I knew I'd done that. I knew it should have meant more to me– that I had just restarted someone's heart but everything inside me was just numb. I felt nothing.

'I couldn't save him,' I said. I hadn't even been able to try. Nick Cutter was dead long before he made it out of the A.R.C.

'That wasn't your fault.'

It wasn't true. It couldn't be; there was no way I would feel so guilty about it if it were. Because I had known, as much as I'd tried to convince myself I hadn't– I recognised that bad feeling and said nothing when I could have warned him, or better still, I could have forced him to leave with me.

When my eyes fell shut, I was back in that corridor, staring up into those brilliant bright blue eyes as he pressed a kiss against my hand before he let go of me forever.

And I could still feel where his lips had been against my skin. Even now his kiss lingered on me.

'I…' My voice cracked, and I had to shut my mouth again, swallowing an almost painful lump in my throat. I missed him. I missed him so much it was excruciating. The pounding in my heart was violent, and physical, and tougher than I was. Every beat felt like a punch to the chest.

I just wish I could have at least said goodbye.

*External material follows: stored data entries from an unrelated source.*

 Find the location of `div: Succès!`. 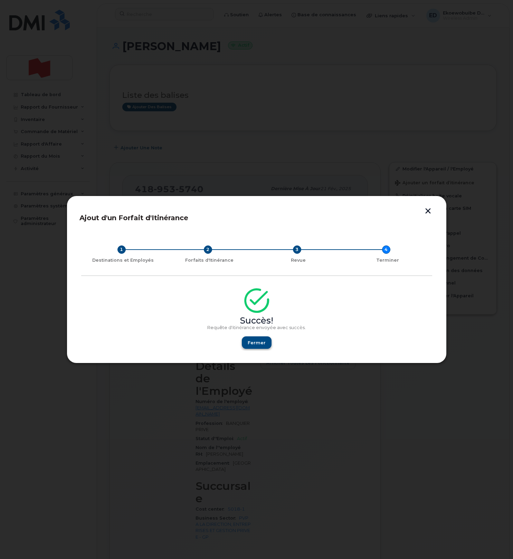

div: Succès! is located at coordinates (257, 321).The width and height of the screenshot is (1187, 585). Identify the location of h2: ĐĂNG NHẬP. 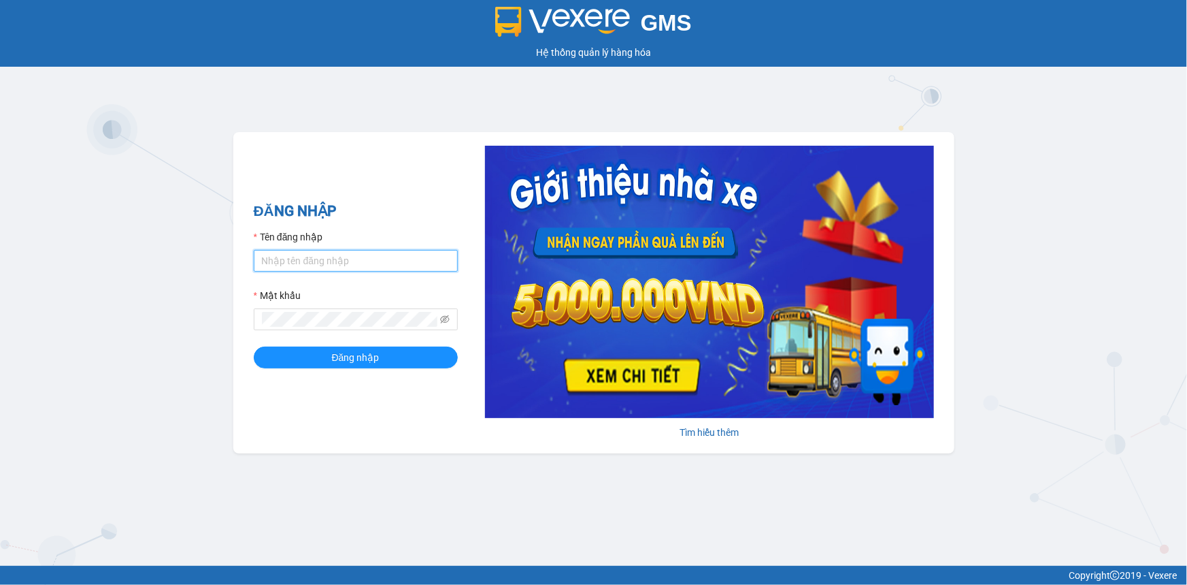
(356, 211).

'I know,' Connor said softly. 'It's okay, A, I know…'

I had two choices.

Forget him. Never go back to the house, leave that door closed, like he never existed, and throw away his toothbrush, bleach him from my mind like sunlight on an old photograph, tune out the pain, and not let the snow settle on the wet ground.

Let the pain be a plague knowing one day I might wake up and find it didn't hurt as much as the day before. Remember him, and live with the headache when I drenched myself his cologne because it was such a tangible reminder.

Problem was, I didn't feel strong enough to do either.